There have been instances on an occasion or two to support the club with confidential messages to news outlets, but no statement is heard in public.
This is precisely how he's preferred it to be. And it's exactly what he contradicted when launching full thermonuclear on the manager on Monday.
The official line from the club is that Rodgers stepped down, but reviewing Desmond's criticism, carefully, one must question why did he allow it to get this far down the line?
Assuming the manager is culpable of all of the things that the shareholder is claiming he's guilty of, then it is reasonable to inquire why was the coach not removed?
He has charged him of distorting things in open forums that did not tally with the facts.
He claims Rodgers' words "have contributed to a toxic atmosphere around the club and fuelled animosity towards individuals of the executive team and the directors. Some of the criticism directed at them, and at their families, has been completely unjustified and unacceptable."
What an extraordinary charge, that is. Legal representatives might be preparing as we discuss.
'Rodgers' Ambition Conflicted with Celtic's Strategy Once More'
Looking back to happier days, they were tight, Dermot and Brendan. The manager praised the shareholder at all opportunities, expressed gratitude to him whenever possible. Brendan deferred to him and, truly, to no one other.
It was the figure who drew the criticism when his comeback happened, post-Postecoglou.

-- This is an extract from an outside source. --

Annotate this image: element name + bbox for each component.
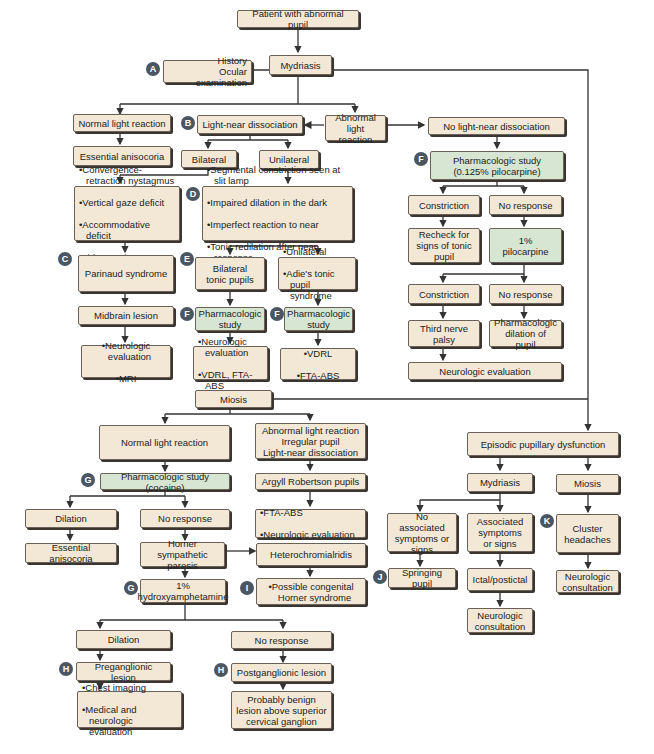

It was the most controversial appointment, the return of the returning hero for a few or, as other Celtic fans would have put it, the return of the shameless one, who left them in the lurch for Leicester.
Desmond had his back. Over time, Rodgers employed the persuasion, achieved the wins and the honors, and an fragile truce with the supporters became a affectionate relationship again.
There was always - consistently - going to be a moment when his ambition clashed with Celtic's operational approach, though.
It happened in his initial tenure and it happened once more, with added intensity, recently. Rodgers spoke openly about the slow process Celtic conducted their player acquisitions, the interminable delay for prospects to be secured, then missed, as was frequently the case as far as he was believed.
Repeatedly he spoke about the necessity for what he called "agility" in the transfer window. The fans agreed with him.
Despite the club splurged record amounts of funds in a twelve-month period on the £11m one signing, the costly another player and the significant Auston Trusty - all of whom have cut it so far, with Idah already having left - Rodgers pushed for more and more and, often, he did it in public.
He planted a controversy about a lack of cohesion inside the club and then walked away. Upon questioning about his remarks at his subsequent media briefing he would typically minimize it and nearly reverse what he said.
Lack of cohesion? No, no, everybody is aligned, he'd claim. It looked like Rodgers was playing a dangerous game.
Earlier this year there was a story in a publication that allegedly originated from a source close to the organization. It said that Rodgers was damaging the team with his public outbursts and that his real motivation was managing his exit strategy.
He desired not to be there and he was engineering his way out, that was the implication of the story.
Supporters were angered. They then viewed him as similar to a sacrificial figure who might be carried out on his shield because his board members wouldn't support his vision to bring success.
This disclosure was damaging, naturally, and it was intended to hurt Rodgers, which it accomplished. He demanded for an investigation and for the responsible individual to be dismissed. If there was a probe then we learned no more about it.
At that point it was plain the manager was shedding the backing of the people above him.